The Tragedy of Tamir… 

Today, I am compelled to pray for and write about this child whose life was taken so violently and unexpectedly from the arms of his family and the world.

Six years ago today, Tamir, a twelve year old boy, was playing outside a Cleveland recreation center he frequented many times to play sports, to take pottery classes, and just be a kid. On this particular day, Tamir was playing outside alone with a toy gun; pretending as millions of boys his age have done. Just pretending. You've witnessed it - maybe even seen your own son - running around, pointing a gun at an imaginary enemy, shouting "bang, bang!" It's a playtime ritual for many boys today, like the "Cowboys and Indians" played by the generation before.

Again. This was pretend. A child utilizing his imagination outside a recreation center that had been nurturing and encouraging his imagination, his athleticism, his creativity, and development for years. His playtime should have been protected.

As fate and injustice would have it, Tamir's young life would be taken in a matter of seconds because of someone else's imagination. A white police officer who speeds up on the grounds of the recreation center where Tamir is playing (lost in pretending), jumps out of his vehicle and shoots the boy, assuming he was a threat. Assuming, Tamir - in that moment - was the "Black male boogey man monster prone to violence, murder and evil" that had been planted in his imagination over his lifetime through the consumption of bigoted propaganda steeped in American media, society, and culture. The cop did not even take a second to see Tamir was a child. To approach the situation without use of a gun or force.

This is not how Tamir's game should have ended.

However, in this country, childhoods are often stolen from Black children. At first, our children are seen as "cute puppies" and "pets" but by the time many of them turn 11 or 12 - their bodies beginning to stretch; their voices beginning to deepen; they are not seen as children, but adults. That white supremacist mythological threat of matured Blackness begins to seep into many imaginations.

For many, Blackness is to be feared.

On that fateful day, Tamir, deemed "a most pleasant boy" by his stunned teachers, became a tragic, heartbreaking symbol of the centuries of lies and distorted narratives that shape white supremacist ideology, imagination, and acceptable stereotypes in this country and around the world. These distorted narratives helped establish unbalanced, unjust systems, policies, and institutions that force Black people, Black families, Black parents, and Black children to navigate the world differently. Our bodies, our minds, our communities, and our culture are not protected here.

A Black mother must always think twice before allowing her son and his friends to play with their toy guns in the front yard, let alone in a public place. This was even before the Tamir incident. A Black mother must always think twice before allowing her son or daughter to "run up real quick to the corner store or 7-Eleven to pick up orange juice or a snack." This was even before LaTasha Harlins and Trayvon Martin.

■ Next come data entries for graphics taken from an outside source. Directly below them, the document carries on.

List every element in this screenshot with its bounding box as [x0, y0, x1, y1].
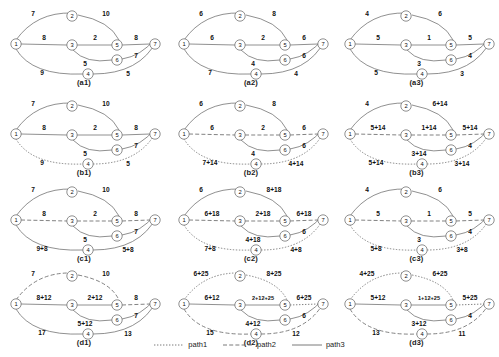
edge-label-1-2: 6 — [199, 186, 203, 193]
edge-label-6-7: 6 — [302, 312, 306, 319]
edge-label-1-2: 4 — [365, 100, 369, 107]
edge-1-3-solid — [355, 44, 401, 45]
edge-3-6-solid — [407, 50, 446, 61]
edge-label-1-2: 7 — [31, 10, 35, 17]
graph-panel-b3: 46+145+141+145+143+1445+143+141234567(b3… — [334, 90, 499, 176]
node-label-6: 6 — [283, 57, 286, 63]
legend-swatch-path1 — [154, 341, 184, 349]
node-label-7: 7 — [153, 41, 156, 47]
edge-label-1-3: 5 — [376, 34, 380, 41]
edge-5-7-dashed — [456, 134, 484, 135]
edge-1-3-dashed — [189, 134, 235, 135]
edge-5-7-dashed — [456, 220, 484, 221]
edge-label-5-7: 6 — [302, 34, 306, 41]
edge-label-1-2: 4 — [365, 186, 369, 193]
node-label-3: 3 — [70, 132, 73, 138]
edge-label-1-3: 8 — [42, 124, 46, 131]
edge-label-1-4: 5+14 — [369, 159, 384, 166]
edge-label-4-7: 4+8 — [290, 246, 302, 253]
edge-label-3-6: 4 — [251, 150, 255, 157]
edge-1-4-dotted — [184, 139, 251, 164]
node-label-6: 6 — [115, 317, 118, 323]
node-label-2: 2 — [70, 273, 73, 279]
node-label-6: 6 — [115, 233, 118, 239]
graph-panel-a3: 4651534531234567(a3) — [334, 0, 499, 90]
node-label-2: 2 — [404, 103, 407, 109]
node-label-6: 6 — [449, 233, 452, 239]
edge-label-1-3: 8 — [42, 210, 46, 217]
edge-label-1-3: 6 — [210, 34, 214, 41]
edge-label-4-7: 3 — [460, 70, 464, 77]
node-label-1: 1 — [182, 217, 185, 223]
edge-1-3-solid — [21, 134, 67, 135]
edge-label-3-6: 3+12 — [412, 320, 427, 327]
edge-2-5-solid — [246, 105, 287, 130]
node-label-3: 3 — [404, 218, 407, 224]
edge-label-3-6: 4+12 — [246, 320, 261, 327]
edge-label-2-5: 10 — [102, 270, 110, 277]
edge-2-5-solid — [78, 105, 119, 130]
node-label-6: 6 — [449, 147, 452, 153]
edge-label-3-6: 4+18 — [246, 236, 261, 243]
node-label-7: 7 — [321, 41, 324, 47]
edge-label-1-3: 8 — [42, 34, 46, 41]
node-label-1: 1 — [348, 131, 351, 137]
edge-label-1-3: 5 — [376, 210, 380, 217]
edge-label-6-7: 6 — [302, 52, 306, 59]
edge-label-5-7: 8 — [134, 210, 138, 217]
edge-label-1-2: 4 — [365, 10, 369, 17]
edge-label-6-7: 7 — [134, 228, 138, 235]
legend-item-path2: path2 — [223, 340, 276, 349]
edge-label-1-4: 5 — [374, 69, 378, 76]
legend-swatch-path3 — [292, 341, 322, 349]
node-label-5: 5 — [115, 302, 118, 308]
node-label-3: 3 — [70, 302, 73, 308]
edge-5-7-dotted — [456, 304, 484, 305]
edge-label-2-5: 8+18 — [267, 186, 282, 193]
node-label-6: 6 — [283, 147, 286, 153]
edge-2-5-solid — [78, 191, 119, 216]
node-label-7: 7 — [487, 217, 490, 223]
edge-label-4-7: 5 — [126, 160, 130, 167]
edge-label-1-3: 5+12 — [371, 294, 386, 301]
edge-1-3-dashed — [21, 220, 67, 221]
node-label-7: 7 — [321, 131, 324, 137]
edge-label-4-7: 3+8 — [456, 246, 468, 253]
edge-label-1-4: 9 — [40, 159, 44, 166]
edge-1-3-solid — [21, 304, 67, 305]
edge-label-2-5: 10 — [102, 186, 110, 193]
edge-label-4-7: 4+14 — [289, 160, 304, 167]
edge-label-3-5: 1+14 — [422, 124, 437, 131]
node-label-6: 6 — [115, 57, 118, 63]
node-label-3: 3 — [404, 42, 407, 48]
node-label-2: 2 — [70, 13, 73, 19]
node-label-1: 1 — [348, 217, 351, 223]
node-label-5: 5 — [449, 302, 452, 308]
edge-label-3-5: 2+18 — [256, 210, 271, 217]
edge-label-1-3: 6+18 — [205, 210, 220, 217]
legend: path1path2path3 — [0, 332, 499, 357]
edge-label-6-7: 7 — [134, 52, 138, 59]
node-label-5: 5 — [449, 132, 452, 138]
node-label-2: 2 — [238, 13, 241, 19]
edge-3-6-solid — [241, 140, 280, 151]
figure-grid: 71082857951234567(a1)6862646741234567(a2… — [0, 0, 499, 357]
edge-3-6-solid — [241, 50, 280, 61]
edge-label-1-4: 7+8 — [204, 245, 216, 252]
node-label-7: 7 — [153, 217, 156, 223]
edge-3-6-solid — [407, 226, 446, 237]
node-label-7: 7 — [153, 301, 156, 307]
node-label-3: 3 — [404, 132, 407, 138]
legend-item-path1: path1 — [154, 340, 207, 349]
node-label-7: 7 — [321, 301, 324, 307]
edge-label-5-7: 8 — [134, 124, 138, 131]
node-label-6: 6 — [449, 57, 452, 63]
node-label-5: 5 — [283, 132, 286, 138]
node-label-5: 5 — [115, 132, 118, 138]
edge-label-3-6: 4 — [251, 60, 255, 67]
edge-label-1-2: 6+25 — [194, 270, 209, 277]
edge-2-5-solid — [412, 15, 453, 40]
edge-label-3-6: 3+14 — [412, 150, 427, 157]
graph-panel-b2: 68626467+144+141234567(b2) — [168, 90, 334, 176]
edge-label-1-3: 8+12 — [37, 294, 52, 301]
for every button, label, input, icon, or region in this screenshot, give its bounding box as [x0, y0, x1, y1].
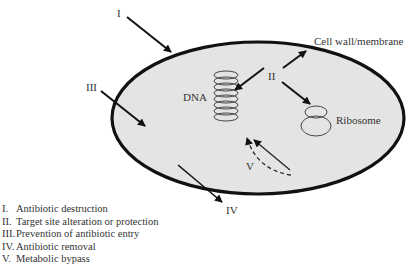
label-dna: DNA — [183, 91, 207, 103]
label-i: I — [117, 7, 121, 19]
legend-item-iv: IV.Antibiotic removal — [2, 241, 159, 254]
legend-item-ii: II.Target site alteration or protection — [2, 216, 159, 229]
label-v: V — [246, 160, 254, 172]
legend-item-v: V.Metabolic bypass — [2, 253, 159, 266]
legend-item-i: I.Antibiotic destruction — [2, 203, 159, 216]
legend: I.Antibiotic destruction II.Target site … — [2, 203, 159, 266]
legend-item-iii: III.Prevention of antibiotic entry — [2, 228, 159, 241]
arrow-i — [127, 17, 171, 52]
label-cell-wall: Cell wall/membrane — [314, 35, 404, 47]
label-ii: II — [268, 70, 276, 82]
label-ribosome: Ribosome — [336, 114, 381, 126]
label-iv: IV — [226, 204, 238, 216]
label-iii: III — [86, 81, 97, 93]
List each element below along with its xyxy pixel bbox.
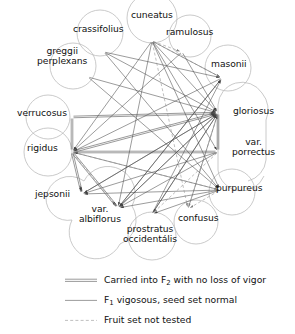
legend-generation-subscript: 1 — [109, 299, 113, 307]
legend-text-tail: vigosous, seed set normal — [114, 294, 237, 305]
node-label-crassifolius[interactable]: crassifolius — [73, 24, 124, 34]
node-label-masonii[interactable]: masonii — [211, 59, 247, 69]
edge-verrucosus-to-rigidus[interactable] — [71, 119, 73, 150]
edge-masonii-to-rigidus[interactable] — [74, 79, 220, 151]
node-label-greggii_perplexans[interactable]: greggii perplexans — [37, 46, 87, 66]
node-label-prostratus_occidentalis[interactable]: prostratus occidentális — [123, 224, 177, 244]
node-label-ramulosus[interactable]: ramulosus — [166, 27, 213, 37]
node-label-gloriosus[interactable]: gloriosus — [233, 106, 274, 116]
edge-cuneatus-to-confusus[interactable] — [152, 42, 187, 206]
legend-text-untested: Fruit set not tested — [104, 314, 191, 326]
node-label-verrucosus[interactable]: verrucosus — [17, 108, 67, 118]
edge-var_albiflorus-to-masonii[interactable] — [119, 80, 221, 207]
legend-text-vigor: Carried into F2 with no loss of vigor — [104, 274, 266, 287]
edge-jepsonii-to-gloriosus[interactable] — [83, 114, 216, 193]
legend-swatch-vigor — [64, 275, 98, 287]
edge-lines — [71, 42, 221, 214]
edge-var_porrectus-to-jepsonii[interactable] — [84, 152, 216, 193]
edge-crassifolius-to-gloriosus[interactable] — [105, 53, 215, 112]
legend-item-vigor[interactable]: Carried into F2 with no loss of vigor — [0, 274, 295, 292]
node-label-purpureus[interactable]: purpureus — [216, 183, 262, 193]
edge-ramulosus-to-rigidus[interactable] — [74, 53, 181, 150]
edge-prostratus_occidentalis-to-masonii[interactable] — [153, 80, 221, 212]
legend-item-untested[interactable]: Fruit set not tested — [0, 314, 295, 332]
legend: Carried into F2 with no loss of vigorF1 … — [0, 268, 295, 334]
edge-rigidus-to-gloriosus[interactable] — [73, 113, 216, 153]
node-label-cuneatus[interactable]: cuneatus — [131, 10, 173, 20]
legend-item-normal[interactable]: F1 vigosous, seed set normal — [0, 294, 295, 312]
legend-text-main: Fruit set not tested — [104, 314, 191, 325]
legend-generation-subscript: 2 — [166, 279, 170, 287]
legend-swatch-normal — [64, 295, 98, 307]
edge-var_porrectus-to-var_albiflorus[interactable] — [120, 153, 217, 207]
edge-cuneatus-to-masonii[interactable] — [153, 42, 219, 77]
node-label-var_albiflorus[interactable]: var. albiflorus — [79, 204, 121, 224]
node-label-rigidus[interactable]: rigidus — [27, 143, 58, 153]
legend-text-normal: F1 vigosous, seed set normal — [104, 294, 237, 307]
node-label-var_porrectus[interactable]: var. porrectus — [232, 137, 275, 157]
node-outlines — [24, 0, 268, 260]
legend-text-main: Carried into F — [104, 274, 166, 285]
edge-rigidus-to-var_porrectus[interactable] — [74, 151, 216, 153]
node-label-jepsonii[interactable]: jepsonii — [35, 189, 70, 199]
edge-rigidus-to-purpureus[interactable] — [73, 152, 217, 189]
node-label-confusus[interactable]: confusus — [178, 213, 219, 223]
edge-prostratus_occidentalis-to-gloriosus[interactable] — [153, 115, 217, 213]
legend-text-tail: with no loss of vigor — [171, 274, 266, 285]
edge-greggii_perplexans-to-gloriosus[interactable] — [89, 77, 215, 112]
diagram-canvas: cuneatuscrassifoliusramulosusgreggii per… — [0, 0, 295, 334]
legend-swatch-untested — [64, 315, 98, 327]
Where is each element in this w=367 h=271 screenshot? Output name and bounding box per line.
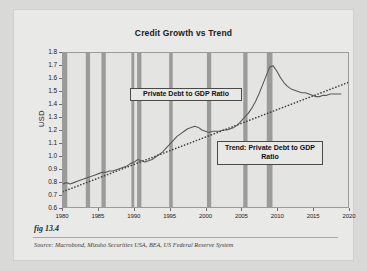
- x-tick-mark: [206, 208, 207, 211]
- x-tick-label: 1985: [85, 213, 111, 219]
- x-tick-label: 2000: [193, 213, 219, 219]
- caption-divider: [33, 237, 338, 238]
- x-tick-label: 2010: [264, 213, 290, 219]
- y-tick-label: 1.4: [35, 100, 57, 107]
- y-tick-label: 1.7: [35, 61, 57, 68]
- y-tick-label: 1.6: [35, 74, 57, 81]
- figure-caption: fig 13.4: [34, 224, 59, 233]
- figure-card: Credit Growth vs Trend USD 0.60.70.80.91…: [13, 9, 354, 261]
- y-tick-label: 1.0: [35, 152, 57, 159]
- x-tick-mark: [241, 208, 242, 211]
- chart-title: Credit Growth vs Trend: [14, 28, 353, 38]
- y-tick-label: 1.2: [35, 126, 57, 133]
- x-tick-mark: [277, 208, 278, 211]
- y-tick-label: 1.8: [35, 48, 57, 55]
- y-tick-label: 0.6: [35, 204, 57, 211]
- y-tick-label: 1.5: [35, 87, 57, 94]
- x-tick-mark: [349, 208, 350, 211]
- recession-band: [137, 53, 141, 207]
- x-tick-label: 2005: [228, 213, 254, 219]
- series-callout-label: Private Debt to GDP Ratio: [143, 90, 229, 99]
- trend-callout-label: Trend: Private Debt to GDP Ratio: [221, 144, 319, 162]
- recession-band: [86, 53, 90, 207]
- y-tick-label: 0.9: [35, 165, 57, 172]
- recession-band: [101, 53, 105, 207]
- plot-svg: [63, 53, 348, 207]
- y-tick-label: 0.8: [35, 178, 57, 185]
- x-tick-mark: [62, 208, 63, 211]
- x-tick-label: 1990: [121, 213, 147, 219]
- plot-area: [62, 52, 349, 208]
- y-tick-label: 1.3: [35, 113, 57, 120]
- recession-band: [131, 53, 134, 207]
- trend-callout: Trend: Private Debt to GDP Ratio: [217, 141, 323, 165]
- x-tick-label: 1995: [157, 213, 183, 219]
- x-tick-mark: [170, 208, 171, 211]
- y-tick-label: 0.7: [35, 191, 57, 198]
- x-tick-mark: [134, 208, 135, 211]
- recession-band: [267, 53, 273, 207]
- x-tick-mark: [313, 208, 314, 211]
- recession-band: [243, 53, 247, 207]
- screenshot-page: Credit Growth vs Trend USD 0.60.70.80.91…: [0, 0, 367, 271]
- x-tick-mark: [98, 208, 99, 211]
- x-tick-label: 2015: [300, 213, 326, 219]
- recession-bands: [63, 53, 272, 207]
- recession-band: [169, 53, 173, 207]
- y-tick-label: 1.1: [35, 139, 57, 146]
- x-tick-label: 2020: [336, 213, 362, 219]
- recession-band: [207, 53, 211, 207]
- source-note: Source: Macrobond, Mizuho Securities USA…: [34, 241, 233, 248]
- series-callout: Private Debt to GDP Ratio: [130, 88, 242, 101]
- x-tick-label: 1980: [49, 213, 75, 219]
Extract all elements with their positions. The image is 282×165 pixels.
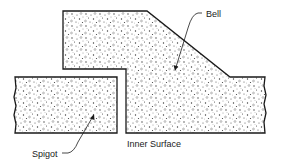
bell-label: Bell xyxy=(206,9,221,19)
spigot-label: Spigot xyxy=(32,149,58,159)
inner-surface-label: Inner Surface xyxy=(127,139,181,149)
spigot-section xyxy=(14,77,117,133)
bell-spigot-joint-diagram: Bell Spigot Inner Surface xyxy=(0,0,282,165)
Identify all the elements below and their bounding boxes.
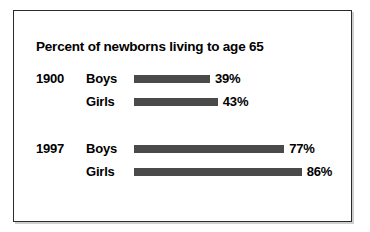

Black mothers and fathers recognize that the world does not see our children as children - as the humans they are - as the precious promises they are to our families. As the gifts they are to the world. And this is unfair. It's enough to make one rage against the machine of hate, misinformation, miseducation, and evil that has shaped our image in the minds of others. Even the "allies" among us, still carry these narratives they've been told about us. About Blackness. It's difficult to erase centuries long myths.

My heart and the heart of millions of other mothers and fathers were broken by what happened to Tamir six years ago. His murder haunts me. He reminds me so much of my own son who was also twelve at the time of Tamir's death. My son, who I always told to be careful when he went out to play in our yard or a public park with his lacrosse stick -- I didn't want anyone to mistake it for a weapon. My son, now a budding photographer, who I ask to be careful when he goes out for a photo shoot to a public place -- I don't want anyone to mistake his equipment as a weapon. A mother should never carry such a weight of worry and concern for their children.

Enslavement ended over 130 years ago, yet its legacy continues to fester. Tamir, Trayvon, Latasha, and all Black children and youth, should feel safe and confident navigating in public spaces, in white spaces, in ANY space. Unfortunately, they were born into a society that historically distorts Black childhood into adulthood and Black adulthood into childhood. Where else could you hear a grown Black man, an elder even, referred to as "boy?"

Society's lens has been shaped by anti-Blackness, the continued practice of our dehumanization, and the patriarchy.

And so, today, I mourn with Tamir's family. I pray his young, sweet soul is at peace. I pray that as the wound of this anniversary re-opens for his family, that they are comforted. I pray for the strength, courage, wisdom, and creativity to continue to use my voice, my craft, to dispel and destroy the myths that color the dangerously distorted imaginations of millions in our society, especially those in positions of power to act on them.

To take the life of a child without a thought. The policeman's defense? The prolific excuse that he thought the child to be the Black boogey-man he, his peers, and fellow comrades, have always been taught to fear. And Tamir's crime? The innocence in his Blackness; thinking he lived in a world where it was safe for him to freely play or even utilize his imagination at all. Until Black children everywhere are free to BE....the struggle continues.